(Requirement): Every record that follows is to be copied exactly, with the pictures omitted.

··· Given information ···

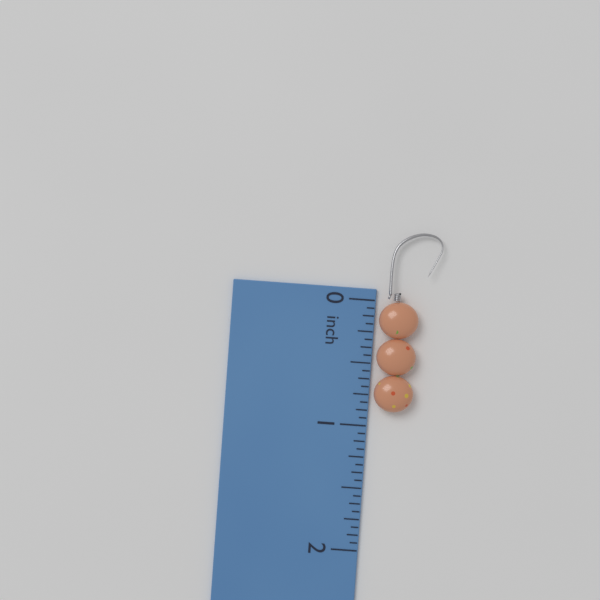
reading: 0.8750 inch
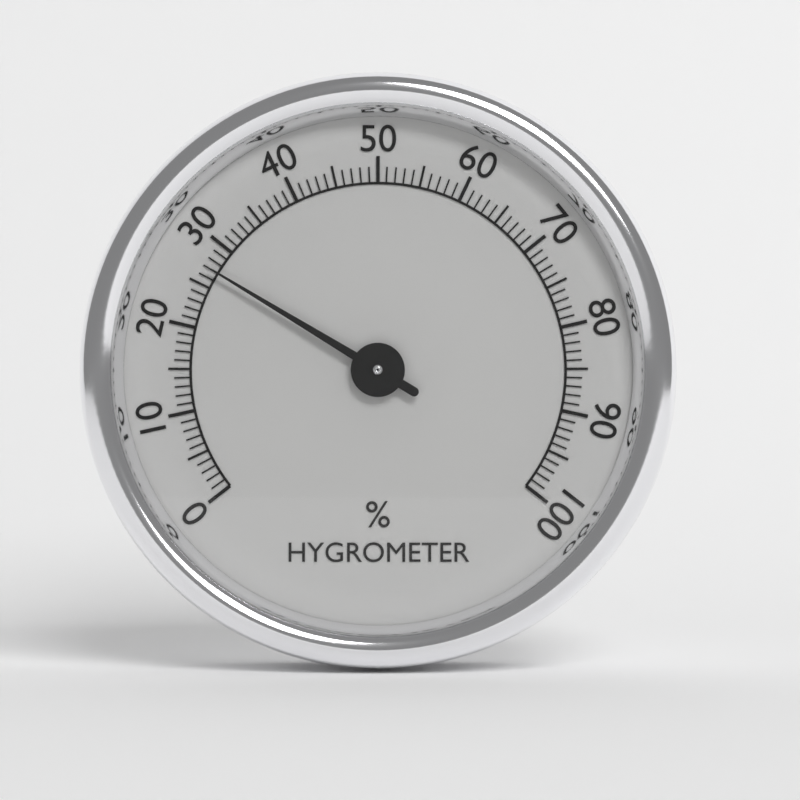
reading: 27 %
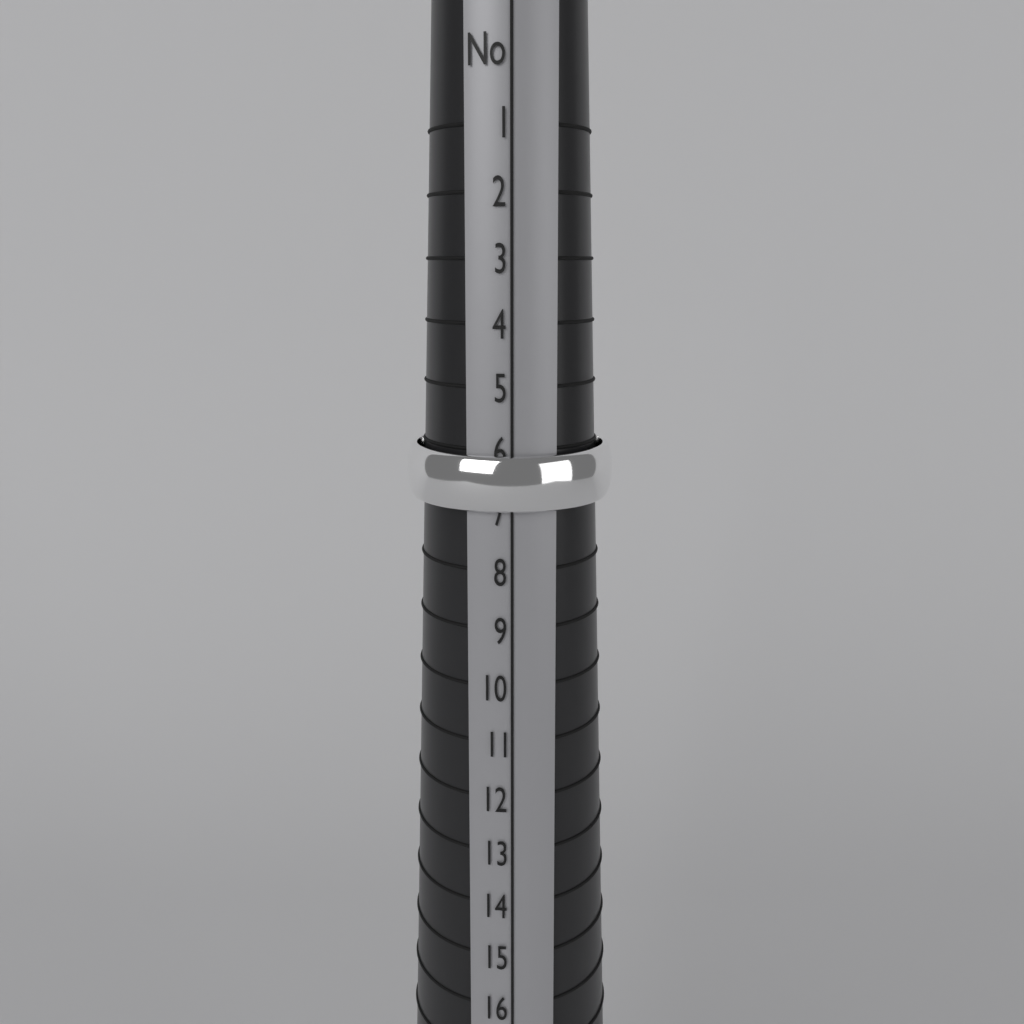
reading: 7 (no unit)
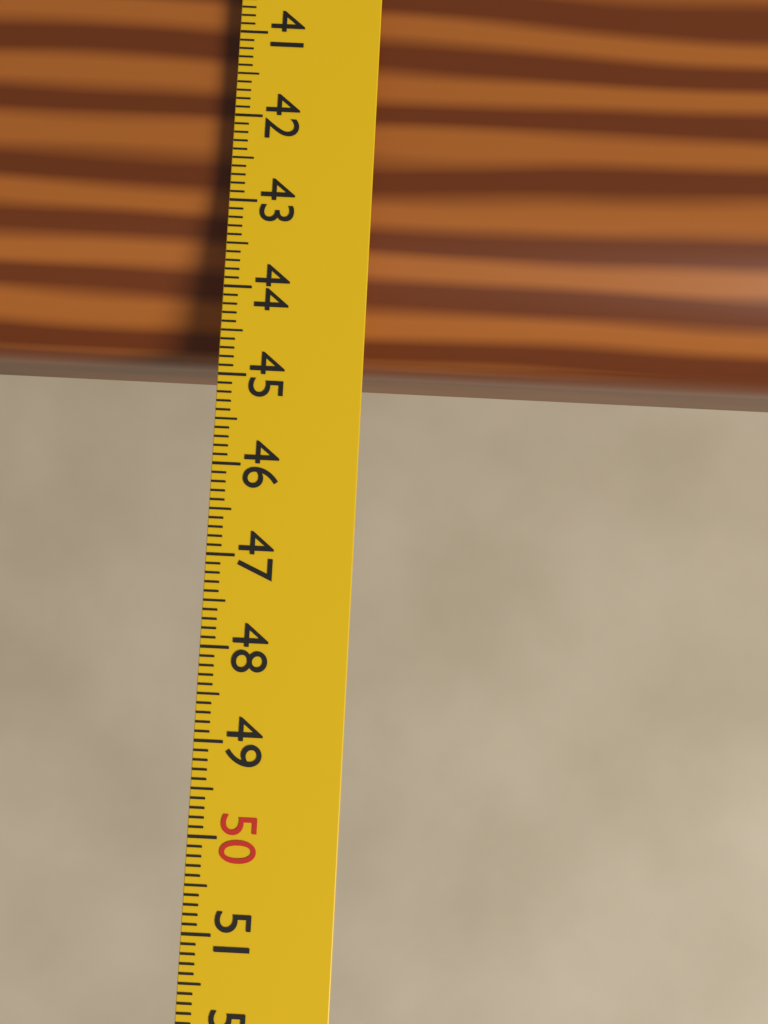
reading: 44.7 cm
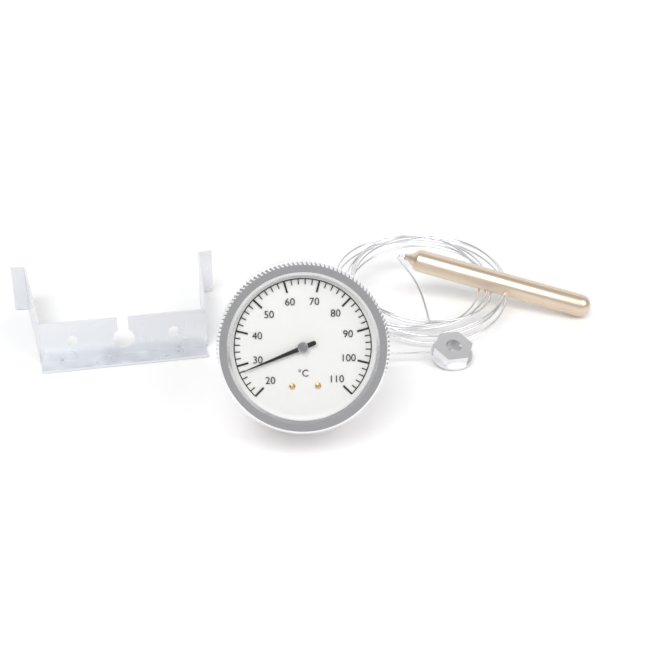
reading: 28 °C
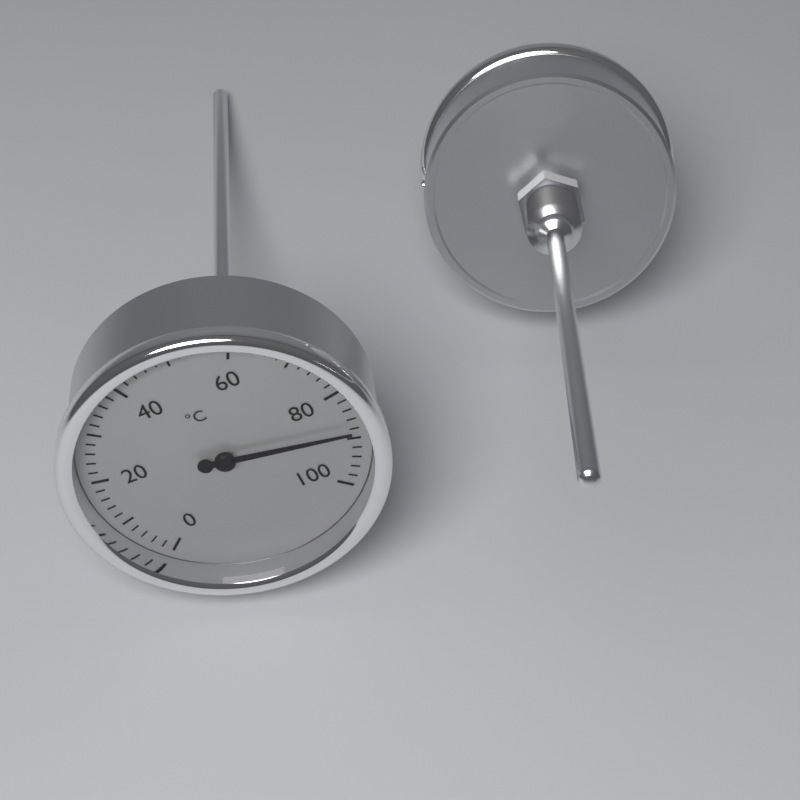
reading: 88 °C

···

(Task solution):
reading: 0.8750 inch
reading: 27 %
reading: 7 (no unit)
reading: 44.7 cm
reading: 28 °C
reading: 88 °C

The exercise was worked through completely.